The poems included in the collection reveal a remarkable poetic excellence. These poems aptly show profoundly imaginative power. No doubt, the poet is an adept in the intimate and convincing analysis of emotions.
BIO Having grown up in Massachusetts and Maine, Kenneth Weene still considers himself a broody New Englander. However, he lived for many years in New York, where he practiced as a psychologist and taught at various colleges. During the nineteen-eighties, Ken started writing, primarily poetry.
When he and his wife Roz moved to Arizona in 2002, Ken Weene's passion for writing bloomed. Since then, he has written a stream of words including five novels, many short stories, essays, two plays (co-written with his friend Umar O Abdul), two novellas, and a number of poems.
Many of Ken's poems have been published in print and on the internet. This collection, selected by the poet, reflects his highly personal approach to poetry and to life. He sees his writing, and especially his poetry, as being a way to better understand the world as he has experienced it, as a continuation of the psychoanalytic process.
“Boxes in the Attic,” an excellent poem, introduces us to a troubled family that will be featured later in this collection. Kenneth Weene writes that “Memory of the dead is a luxury / we were taught to scorn.” This one statement tells us a great deal about the family and makes us ask why. Do they scorn such memory because Benjamin, the father’s brother died young? Could one death explain all or part of the family’s coldness? Perhaps. In “à quoi bon” (Is there ever a point), the poet shares his bitter memory of his parents: “in the end both are ghosts / and I argue with the dead / can the dead hear / do they have ears / did they / when living / care”.
“Argue with the dead.” These words resonate. I suspect that arguing with the dead is something that many of us do. In a sense the dead are not really dead for they live on in our hearts and souls. Day after day, we continue to relitigate the past even though the verdict can never change. This is a depressing but also profound truth.

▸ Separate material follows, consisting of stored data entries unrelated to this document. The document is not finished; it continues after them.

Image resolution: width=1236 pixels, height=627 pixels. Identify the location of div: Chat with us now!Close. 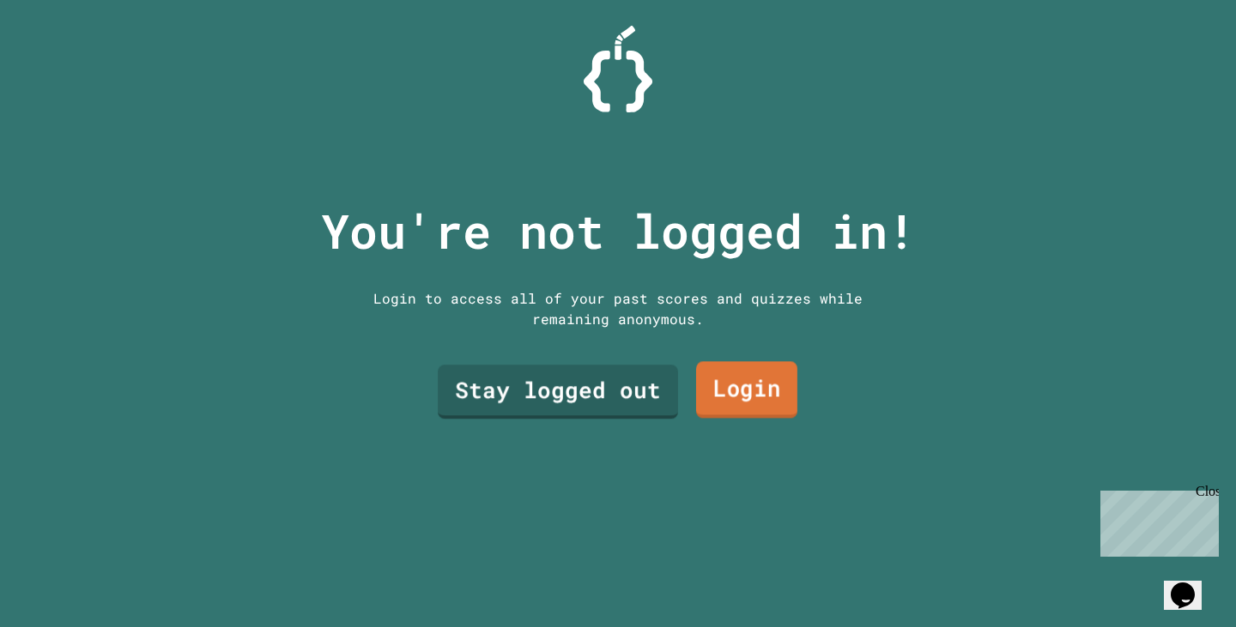
(63, 58).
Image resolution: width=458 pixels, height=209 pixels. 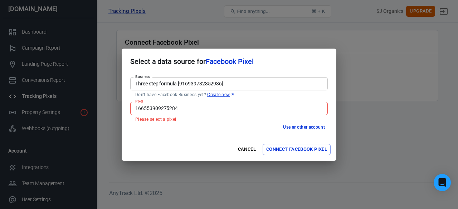 I want to click on h2: Select a data source for, so click(x=229, y=61).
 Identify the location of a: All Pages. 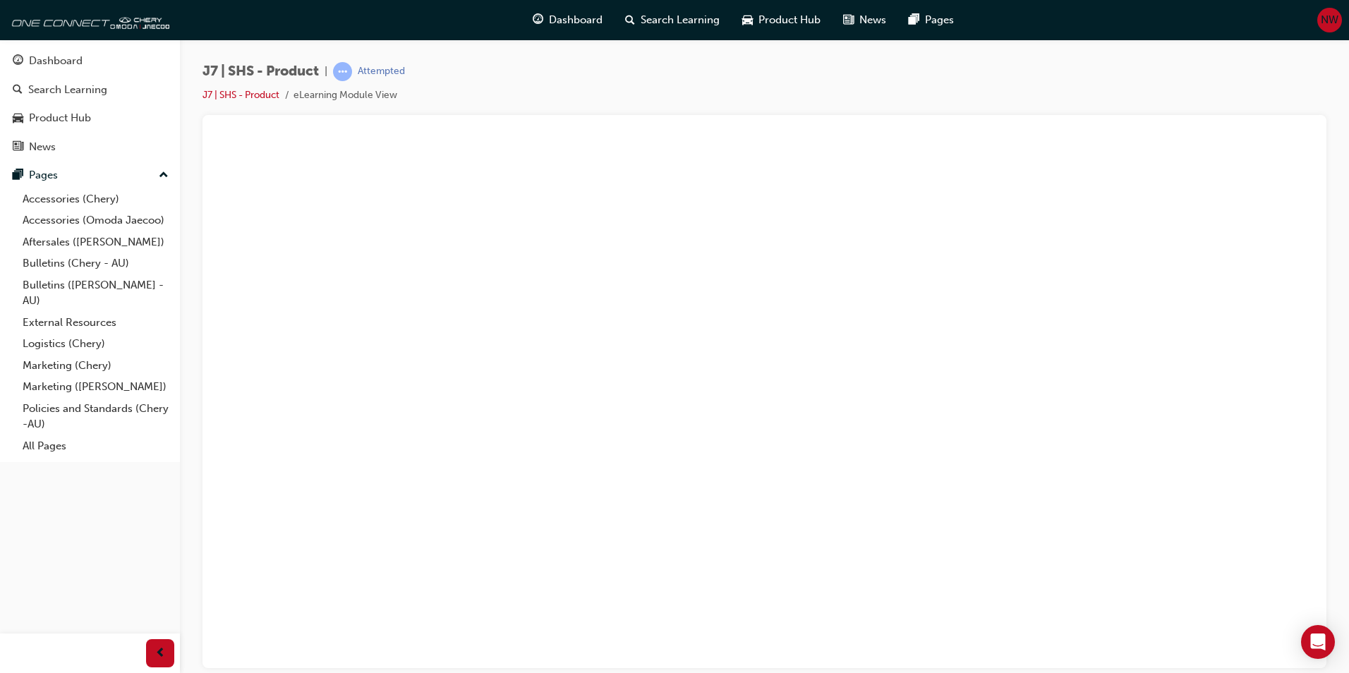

Other poems are equally dark but in a different way. The poet comes from a Jewish background, and in “Holocaust Rag” he questions the possibility of true love during a holocaust when you can die in a single moment. “In the piled high of bodies / being mined for toothless gold / we’ll search for each other / in the terror of our souls.” Another poem, “Pirate burial,” informs us that “The Nazis erected no monuments, no stories / just recorded numbers instead of names.” In “Selling the family home,” “the purple stain” on the floor evokes the still painful memory of a lost love.
Elsewhere we find lighter, more inspiring or comforting fare. Weene makes us look at an “Antique Jar” with new eyes: “I make you mine to hold the past.” “Engraved” offers a “cloven rock” where “wedged from view, / a boy who did not wish to be sought” could find refuge. In turn, “Dressing for Leonard (Bernstein)” provides an updated version of West Side Story with Slick and Jasmine being the new lovers. Love poems also abound, and there is wit, as in the superb last stanza of “I found a strand of gray hair”:
As I grow old such reveries take hold of me most cleverly; each becomes a strand of me trapped in a spider’s web.
Coursing contains something for just about everybody. The wife of a sultan who has never sexually touched her; a “slim, stiff, elegant” clarinet teacher who “waved / beauty into being”; a Beacon Hill Christmas; a “column of ants”, the musicality of verse, etc. The collection concludes with a dandy villanelle, “For Roz while listening to the music of Bill Evans”. It asks all-too-common questions: “Must that attraction we once felt now end? / Does such love have to give true lovers pain?” The answer as always seems to be both yes and no.
While reading Coursing, I wondered about the reason for the title. The cover shows a river, which follows a course, just as we follow our course or courses in life. Or perhaps the title echoes lines such as those in “Meditation on a new coffee pot” where tears “trace” other rivers, “the lines worn in my face”. There are other possibilities as well, including one that involves hounds chasing hares. Either way, Coursing is a collection well worth having.
Disclosure: I received this book for free in exchange for a review. The opinions expressed are entirely my own.